- **Problem statement**: Each entry is to be retyped exactly as it stands.

[Extracted records]
--------------------------------------------------

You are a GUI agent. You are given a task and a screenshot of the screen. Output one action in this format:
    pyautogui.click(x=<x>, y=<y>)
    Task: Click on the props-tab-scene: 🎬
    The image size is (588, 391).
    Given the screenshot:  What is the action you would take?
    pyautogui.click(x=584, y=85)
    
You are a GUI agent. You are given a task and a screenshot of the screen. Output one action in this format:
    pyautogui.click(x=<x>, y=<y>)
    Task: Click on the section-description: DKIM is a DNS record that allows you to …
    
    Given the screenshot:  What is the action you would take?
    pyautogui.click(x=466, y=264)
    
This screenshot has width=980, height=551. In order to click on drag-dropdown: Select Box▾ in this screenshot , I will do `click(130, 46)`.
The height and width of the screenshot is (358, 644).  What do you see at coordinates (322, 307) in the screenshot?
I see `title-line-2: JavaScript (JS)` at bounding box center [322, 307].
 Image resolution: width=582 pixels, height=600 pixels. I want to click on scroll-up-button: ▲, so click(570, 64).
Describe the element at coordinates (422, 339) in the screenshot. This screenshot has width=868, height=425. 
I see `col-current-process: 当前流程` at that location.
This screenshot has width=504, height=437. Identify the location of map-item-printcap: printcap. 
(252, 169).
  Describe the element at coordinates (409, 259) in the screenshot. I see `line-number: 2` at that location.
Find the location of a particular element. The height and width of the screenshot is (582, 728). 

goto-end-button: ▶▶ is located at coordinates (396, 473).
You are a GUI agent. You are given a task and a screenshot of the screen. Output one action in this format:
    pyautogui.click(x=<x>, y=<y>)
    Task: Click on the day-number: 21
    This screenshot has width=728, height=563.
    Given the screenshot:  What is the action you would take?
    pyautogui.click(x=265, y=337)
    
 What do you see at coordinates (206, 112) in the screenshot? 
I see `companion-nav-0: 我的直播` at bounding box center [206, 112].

--------------------------------------------------

- **Expected answer**:
You are a GUI agent. You are given a task and a screenshot of the screen. Output one action in this format:
    pyautogui.click(x=<x>, y=<y>)
    Task: Click on the props-tab-scene: 🎬
    The image size is (588, 391).
    Given the screenshot:  What is the action you would take?
    pyautogui.click(x=584, y=85)
    
You are a GUI agent. You are given a task and a screenshot of the screen. Output one action in this format:
    pyautogui.click(x=<x>, y=<y>)
    Task: Click on the section-description: DKIM is a DNS record that allows you to …
    
    Given the screenshot:  What is the action you would take?
    pyautogui.click(x=466, y=264)
    
This screenshot has width=980, height=551. In order to click on drag-dropdown: Select Box▾ in this screenshot , I will do `click(130, 46)`.
The height and width of the screenshot is (358, 644).  What do you see at coordinates (322, 307) in the screenshot?
I see `title-line-2: JavaScript (JS)` at bounding box center [322, 307].
 Image resolution: width=582 pixels, height=600 pixels. I want to click on scroll-up-button: ▲, so click(570, 64).
Describe the element at coordinates (422, 339) in the screenshot. This screenshot has width=868, height=425. 
I see `col-current-process: 当前流程` at that location.
This screenshot has width=504, height=437. Identify the location of map-item-printcap: printcap. 
(252, 169).
  Describe the element at coordinates (409, 259) in the screenshot. I see `line-number: 2` at that location.
Find the location of a particular element. The height and width of the screenshot is (582, 728). 

goto-end-button: ▶▶ is located at coordinates (396, 473).
You are a GUI agent. You are given a task and a screenshot of the screen. Output one action in this format:
    pyautogui.click(x=<x>, y=<y>)
    Task: Click on the day-number: 21
    This screenshot has width=728, height=563.
    Given the screenshot:  What is the action you would take?
    pyautogui.click(x=265, y=337)
    
 What do you see at coordinates (206, 112) in the screenshot? 
I see `companion-nav-0: 我的直播` at bounding box center [206, 112].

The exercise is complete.